The fructose doc
One of the summit’s very impressive presentations was given by Dr. Rick Johnson of the University of Colorado at Denver. He’s a friendly, very passionate guy who has studied the liver and has now found himself a growing authority on a cause of obesity.
First, let’s get this straight: He isn’t talking (only) about high fructose corn syrup, which is a particular target of many obesity foes — because the obesity epidemic seemed to hit just as soft drink manufacturers were switching from sucrose (table sugar) to HFCS, because of its ubiquity in the US food industry, and because it benefits from government corn subsidies and promotes corn monoculture, among other reasons. Though his research is wicked bad news for the HFCS peddlers — and you can expect them to fight it ferociously — he’s talking about all fructose.
Second, let’s get this straight: As its name implies, fructose is the sugar derived from fruit. Fructose is a 50-50 contributor, along with glucose, in sucrose, the white sugar you put in your coffee.
Fructose, Johnson said, is not only a contributor to obesity, but elevates uric acid in the body, which can have several ill effects. He said uric acid induces metabolic syndrome in rats, and is found to deplete energy stores. It also heightens the risk of high blood pressure. And, he added, fructose is implicated in arterial inflammation, which is strongly linked to heart attacks. Johnson said that even if you starve a rat but give it fructose, it doesn’t gain weight but does gain fat.
What this all could mean is that if the amount of fructose in the human diet could be broadly reduced, it might reduce obesity, reduce hypertension, and reduce heart attacks. That’s quite a nice trifecta.
Dr. Johnson’s book, “The Sugar Fix,” is just coming out in paperback.
May 5th, 2009 at 11:25 am
I frequently have tea at a little shop in the center of town owned by Greek immigrants. Both mother and daughter are fairly heavy, with weight I expect they put on since emigrating. I see the daughter with a very large soft drink nearly every day as she leaves work. She told me she wants to start walking; she knows she needs to lose weight.
The other night I watched King Corn, which humorously demonstrates the ubiquity of corn in the American diet, and the devastating effects of HFCS. I mentioned this to the daughter, and bet her that we’d find high fructose corn syrup listed as an ingredient on every bottle of non-diet soda in the case. Sure enough, I pulled out bottle after bottle and every drink had it. I don’t think she had ever read the ingredients on any food she’d purchased before. “How about that?” This demonstration apparently had a strong effect, for within a few minutes she was on the phone to her cousin, who owns a pizza joint, and among the Greek conversation, otherwise unintelligible to me, I heard the words “corn syrup”– she was telling her cousin to look on the bottles of soda in her shop.
“Is the corn syrup in anything else?” she asked. It’s in nearly everything, I told her. Just start reading the labels. I told her about the study that showed rats would starve on fructose but still put on weight. Tomorrow I’m going to bring in King Corn for her to watch.
Surely an important part of the food revolution will come from millions of conversations like this. Thanks so much for the crucial and live-saving information found on this blog.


*ASSIGNED TASK*. Line by line, print the records exactly, and keep images out of the copy.

(Images for object localization)
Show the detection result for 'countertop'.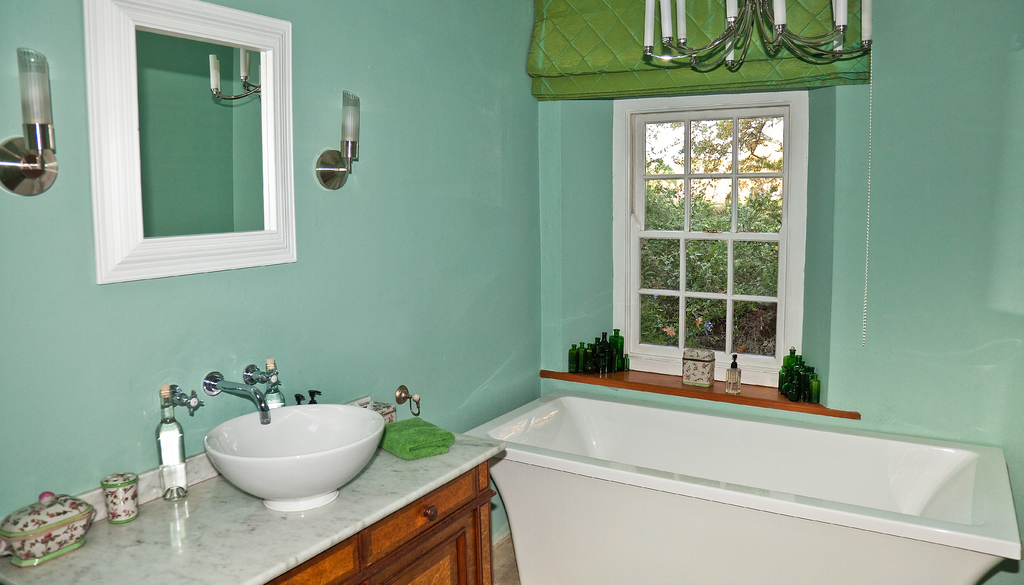
box=[0, 427, 504, 584].
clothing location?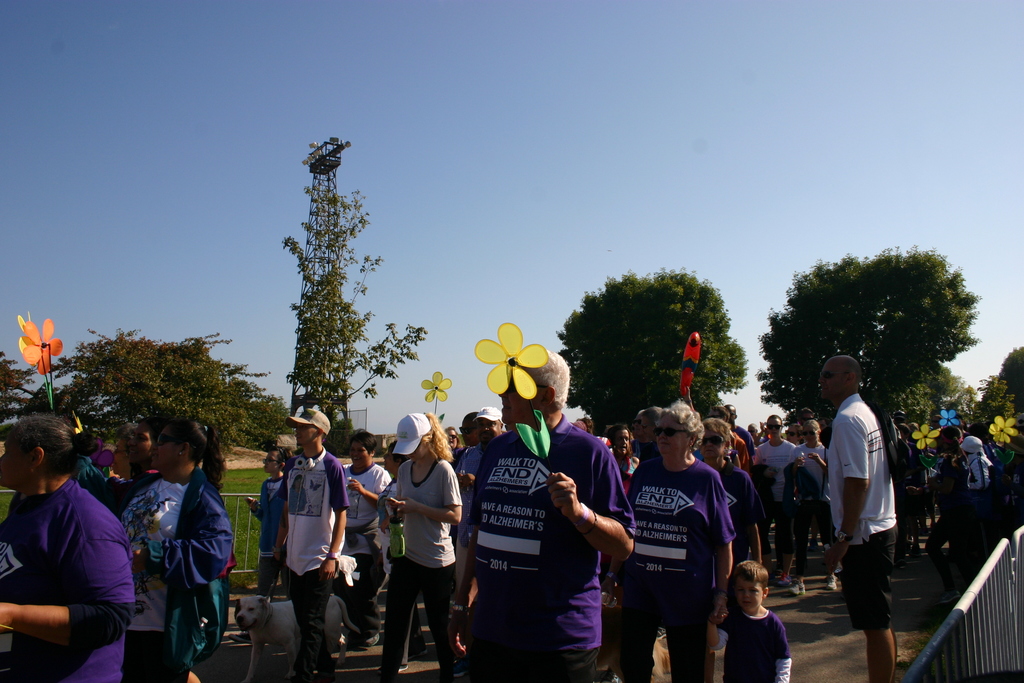
Rect(287, 446, 344, 682)
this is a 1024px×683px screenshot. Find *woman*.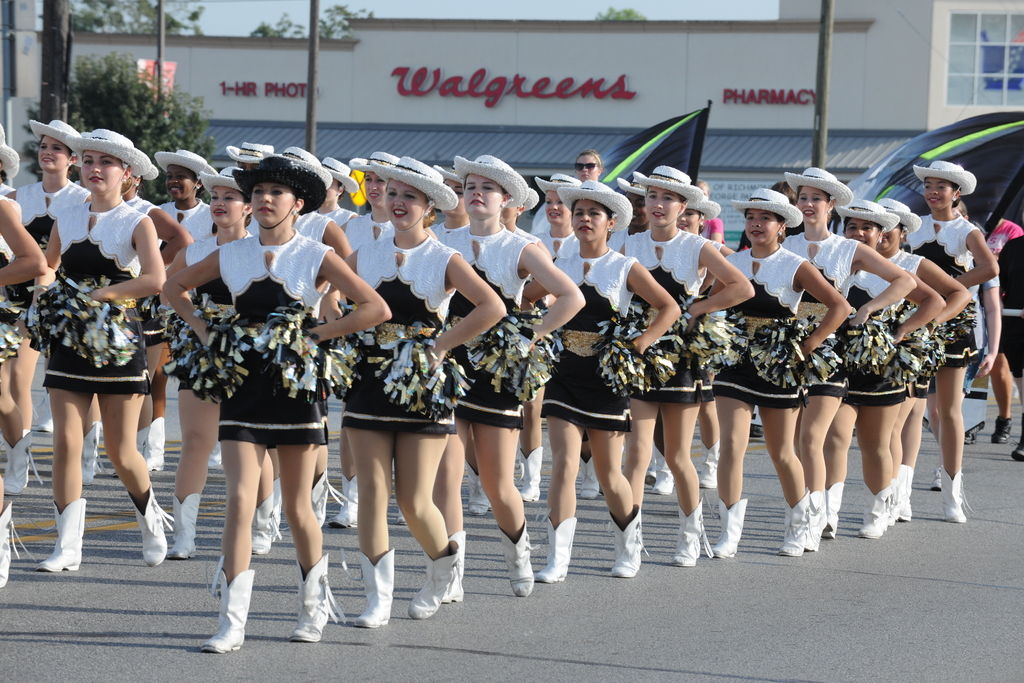
Bounding box: {"x1": 774, "y1": 158, "x2": 918, "y2": 554}.
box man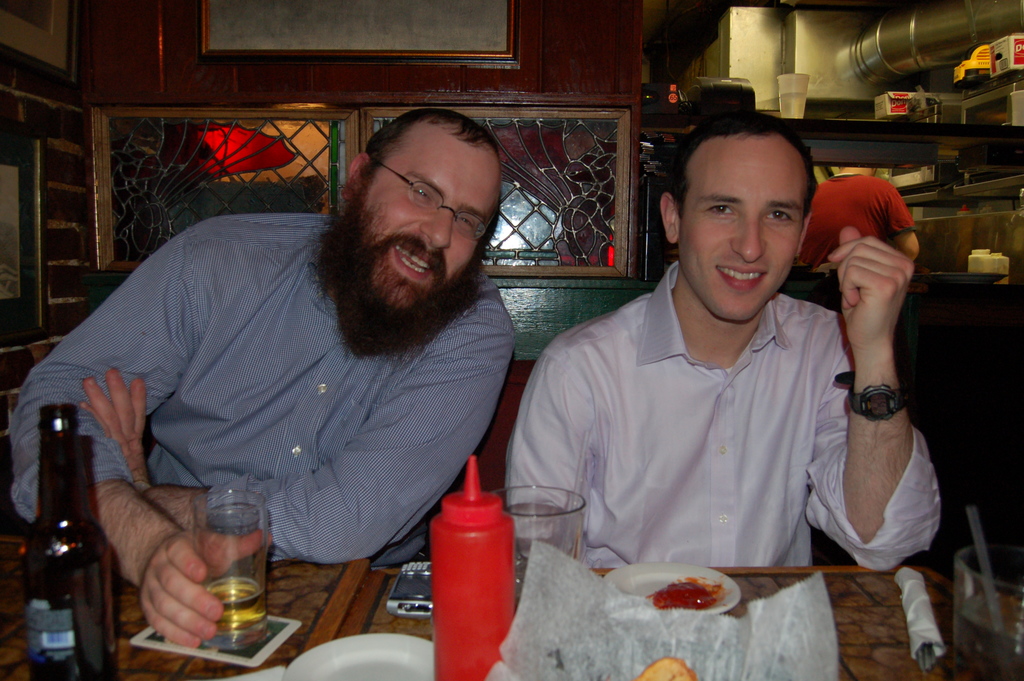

*RESPONSE TO THE EXERCISE*.
Show the detection result for 'countertop'.
box=[0, 427, 504, 584].
clothing location?
Rect(287, 446, 344, 682)
this is a 1024px×683px screenshot. Find *woman*.
Bounding box: {"x1": 774, "y1": 158, "x2": 918, "y2": 554}.
box man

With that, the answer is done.